You signed in with another tab or window. Reload to refresh your session.You signed out in another tab or window. Reload to refresh your session.You switched accounts on another tab or window. Reload to refresh your session.Dismiss alert
Copy file name to clipboardExpand all lines: docs/decisions/0012-glob-support-for-role-assignments.rst
+15-1Lines changed: 15 additions & 1 deletion
Display the source diff
Display the rich diff
Original file line number
Diff line number
Diff line change
@@ -53,6 +53,7 @@ We will configure the ``AuthzEnforcer`` to use a domain/scope matching function
53
53
54
54
- The enforcer will register a domain matching function for the ``g`` (grouping) function (for example, using ``key_match_func``).
55
55
- This matching function will treat ``*`` as a wildcard at the **end** of the string. That is, patterns such as ``course-v1:OpenedX+*`` will match ``course-v1:OpenedX+SOME+COURSE``, but the model will not rely on complex patterns or regular expressions.
56
+
- Matching is **case-sensitive**. Scope comparisons follow exact string semantics for non-wildcard characters (for example, ``course-v1:openedx+*`` does not match ``course-v1:OpenedX+...``).
56
57
- Existing ``g`` policies that use exact scopes remain valid and continue to behave identically.
57
58
58
59
This change allows the Casbin engine to evaluate role assignments that apply to a family of scopes instead of a single exact value, without modifying the underlying storage schema (``CasbinRule``) or the overall request format (``r = sub, act, scope``).
@@ -70,9 +71,22 @@ The following rules apply initially:
70
71
- The glob character (``*``) is only supported as a **suffix wildcard**. It cannot appear in the middle of a scope identifier.
71
72
- A glob pattern represents a **bounded prefix match** for the external key portion of a scope within its namespace. The API validation ensures the prefix is meaningful (i.e., it corresponds to a valid identifier boundary for that namespace), so the glob cannot be used to accidentally broaden access.
72
73
- For any glob patterns (courses, libraries, or future namespaces), malformed inputs (such as mid-string wildcards or prefixes that do not match the expected key format/boundaries) are **rejected**.
73
-
- Additional namespaces must define their own, explicit validation rules before accepting glob scopes.
74
+
- Additional namespaces must define their own, explicit validation rules before accepting glob scopes. If a namespace does not have a custom matcher/validator, any ``*`` in its scope is rejected and only exact scopes are accepted.
74
75
- As needs evolve, more glob types can be added safely by introducing namespace-specific semantics and validations (for example, additional prefix boundaries such as program/tenant prefixes, or narrower matching strategies if required).
75
76
77
+
Examples of valid/invalid namespace scope globs
78
+
-----------------------------------------------
79
+
80
+
Given the current suffix-glob policy (single trailing ``*`` at a namespace-approved boundary):
81
+
82
+
- Invalid: ``*`` (unbounded across all namespaces/scopes).
83
+
- Invalid: ``c*`` or ``l*`` (not a valid namespaced scope prefix).
84
+
- Invalid: ``course-v1*`` or ``lib*`` (missing ``:`` and required namespace structure).
85
+
- Invalid: ``course-v1:*`` or ``lib:*`` (wildcard starts before a bounded prefix inside the ``course-v1`` or ``lib`` key).
86
+
- Invalid: ``course-v1:O*`` or ``lib:MIT*`` (wildcard starts mid-segment. Prefix boundary is not complete).
87
+
- Valid: ``course-v1:OpenedX+*`` (wildcard starts at an approved boundary for the ``course-v1`` namespace).
88
+
- Valid: ``lib:MITx:*`` (wildcard starts at an approved boundary for the ``lib`` namespace).
89
+
76
90
These validation rules are implemented in the Open edX layer (API / data layer), not in the Casbin matcher itself. The enforcer remains general-purpose. The domain-specific semantics of what constitutes an acceptable glob pattern are enforced at the boundary where user/operator input is turned into policies.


**Instructions to follow**
Establish how many lines below contain the string "epsilon". Respond with that number alone.

Dataset entries on figures:
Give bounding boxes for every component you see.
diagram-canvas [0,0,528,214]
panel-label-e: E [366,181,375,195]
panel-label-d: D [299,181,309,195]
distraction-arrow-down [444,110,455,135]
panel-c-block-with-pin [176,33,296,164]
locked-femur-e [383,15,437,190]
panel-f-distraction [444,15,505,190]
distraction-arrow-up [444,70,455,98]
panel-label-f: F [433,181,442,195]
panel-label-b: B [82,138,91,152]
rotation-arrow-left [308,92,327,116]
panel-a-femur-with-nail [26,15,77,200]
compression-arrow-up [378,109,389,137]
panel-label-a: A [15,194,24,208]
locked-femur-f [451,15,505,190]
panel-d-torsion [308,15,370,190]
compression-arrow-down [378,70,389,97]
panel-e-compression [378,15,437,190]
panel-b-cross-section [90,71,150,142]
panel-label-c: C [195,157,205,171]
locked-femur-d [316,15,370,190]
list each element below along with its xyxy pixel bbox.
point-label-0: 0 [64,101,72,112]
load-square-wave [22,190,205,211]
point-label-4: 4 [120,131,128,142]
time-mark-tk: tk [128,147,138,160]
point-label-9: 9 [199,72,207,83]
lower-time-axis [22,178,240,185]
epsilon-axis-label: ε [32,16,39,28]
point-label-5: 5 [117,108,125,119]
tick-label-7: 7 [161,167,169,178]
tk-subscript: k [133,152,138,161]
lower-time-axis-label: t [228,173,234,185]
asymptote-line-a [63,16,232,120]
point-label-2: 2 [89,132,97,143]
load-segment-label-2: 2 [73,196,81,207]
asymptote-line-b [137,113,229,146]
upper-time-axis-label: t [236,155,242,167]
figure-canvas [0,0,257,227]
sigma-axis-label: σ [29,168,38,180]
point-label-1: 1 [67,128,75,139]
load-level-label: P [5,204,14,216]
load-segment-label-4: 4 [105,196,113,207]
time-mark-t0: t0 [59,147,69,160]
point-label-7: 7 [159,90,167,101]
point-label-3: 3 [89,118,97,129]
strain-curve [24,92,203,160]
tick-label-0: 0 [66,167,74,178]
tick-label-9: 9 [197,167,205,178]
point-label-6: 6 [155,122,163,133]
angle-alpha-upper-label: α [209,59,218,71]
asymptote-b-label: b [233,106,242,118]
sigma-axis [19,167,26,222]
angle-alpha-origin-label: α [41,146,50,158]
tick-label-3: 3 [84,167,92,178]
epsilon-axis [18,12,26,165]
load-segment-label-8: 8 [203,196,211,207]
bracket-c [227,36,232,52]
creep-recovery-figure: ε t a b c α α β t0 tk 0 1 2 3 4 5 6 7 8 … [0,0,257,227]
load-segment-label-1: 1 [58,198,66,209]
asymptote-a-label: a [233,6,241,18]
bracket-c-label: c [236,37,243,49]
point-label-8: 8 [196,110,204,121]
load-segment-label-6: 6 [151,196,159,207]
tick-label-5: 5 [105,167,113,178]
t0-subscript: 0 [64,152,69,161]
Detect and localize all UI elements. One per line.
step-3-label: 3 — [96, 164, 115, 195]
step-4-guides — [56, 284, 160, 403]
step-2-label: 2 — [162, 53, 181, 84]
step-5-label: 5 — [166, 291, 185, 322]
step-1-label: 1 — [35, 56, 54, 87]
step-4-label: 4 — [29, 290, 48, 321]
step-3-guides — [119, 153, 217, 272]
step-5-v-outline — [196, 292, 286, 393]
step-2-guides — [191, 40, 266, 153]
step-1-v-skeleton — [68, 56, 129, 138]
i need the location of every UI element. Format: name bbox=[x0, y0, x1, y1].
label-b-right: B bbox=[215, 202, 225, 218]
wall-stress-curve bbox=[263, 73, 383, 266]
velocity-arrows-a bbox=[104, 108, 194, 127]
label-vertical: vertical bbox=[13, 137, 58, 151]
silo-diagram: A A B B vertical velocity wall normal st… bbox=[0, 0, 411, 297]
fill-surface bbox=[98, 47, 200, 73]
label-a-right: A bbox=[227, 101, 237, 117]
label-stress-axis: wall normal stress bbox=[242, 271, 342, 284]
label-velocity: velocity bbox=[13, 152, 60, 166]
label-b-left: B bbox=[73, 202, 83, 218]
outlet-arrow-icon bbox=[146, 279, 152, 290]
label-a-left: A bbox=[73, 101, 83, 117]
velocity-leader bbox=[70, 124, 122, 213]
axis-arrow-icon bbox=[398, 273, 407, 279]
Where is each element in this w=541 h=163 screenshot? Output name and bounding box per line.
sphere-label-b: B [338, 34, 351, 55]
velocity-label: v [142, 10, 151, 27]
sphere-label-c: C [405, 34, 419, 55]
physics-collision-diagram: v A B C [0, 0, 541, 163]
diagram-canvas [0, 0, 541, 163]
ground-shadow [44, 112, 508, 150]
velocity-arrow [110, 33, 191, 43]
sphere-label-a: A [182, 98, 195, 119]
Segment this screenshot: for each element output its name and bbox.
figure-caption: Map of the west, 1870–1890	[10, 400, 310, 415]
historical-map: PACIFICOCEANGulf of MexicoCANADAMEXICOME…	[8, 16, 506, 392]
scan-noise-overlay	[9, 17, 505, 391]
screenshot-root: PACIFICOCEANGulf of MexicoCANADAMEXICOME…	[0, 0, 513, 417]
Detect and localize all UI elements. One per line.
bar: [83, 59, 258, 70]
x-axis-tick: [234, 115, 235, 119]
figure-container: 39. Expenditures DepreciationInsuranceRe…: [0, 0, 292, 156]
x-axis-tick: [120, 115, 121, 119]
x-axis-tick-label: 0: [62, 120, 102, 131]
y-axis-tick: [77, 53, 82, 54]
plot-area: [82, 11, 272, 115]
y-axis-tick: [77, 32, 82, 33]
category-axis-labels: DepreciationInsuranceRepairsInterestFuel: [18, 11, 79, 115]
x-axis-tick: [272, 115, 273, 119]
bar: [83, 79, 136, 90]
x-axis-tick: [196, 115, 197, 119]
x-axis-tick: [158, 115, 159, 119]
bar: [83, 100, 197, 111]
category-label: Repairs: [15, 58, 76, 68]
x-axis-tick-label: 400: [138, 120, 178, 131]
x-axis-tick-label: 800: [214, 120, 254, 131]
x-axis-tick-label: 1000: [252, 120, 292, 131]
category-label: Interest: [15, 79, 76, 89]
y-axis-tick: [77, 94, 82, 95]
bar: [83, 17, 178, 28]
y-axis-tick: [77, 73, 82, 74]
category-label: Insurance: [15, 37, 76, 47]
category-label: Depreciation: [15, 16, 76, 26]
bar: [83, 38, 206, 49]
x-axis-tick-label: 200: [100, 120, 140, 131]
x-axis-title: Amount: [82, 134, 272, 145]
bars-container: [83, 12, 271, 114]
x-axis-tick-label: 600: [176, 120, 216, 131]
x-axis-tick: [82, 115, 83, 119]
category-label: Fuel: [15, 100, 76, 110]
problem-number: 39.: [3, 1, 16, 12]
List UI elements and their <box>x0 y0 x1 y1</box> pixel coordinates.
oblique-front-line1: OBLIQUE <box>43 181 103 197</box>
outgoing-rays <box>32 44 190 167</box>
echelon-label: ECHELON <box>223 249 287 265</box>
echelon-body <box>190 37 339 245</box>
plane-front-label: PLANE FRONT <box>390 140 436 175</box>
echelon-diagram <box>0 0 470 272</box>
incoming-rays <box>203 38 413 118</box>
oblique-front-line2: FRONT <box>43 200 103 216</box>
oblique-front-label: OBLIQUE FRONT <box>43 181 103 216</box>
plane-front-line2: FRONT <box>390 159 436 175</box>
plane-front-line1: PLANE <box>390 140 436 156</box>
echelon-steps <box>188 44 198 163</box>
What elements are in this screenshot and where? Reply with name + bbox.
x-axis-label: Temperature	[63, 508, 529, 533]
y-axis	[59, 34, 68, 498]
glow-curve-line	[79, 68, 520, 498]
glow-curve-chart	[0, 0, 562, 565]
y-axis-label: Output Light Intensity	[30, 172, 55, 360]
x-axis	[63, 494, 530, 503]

**Task result**
2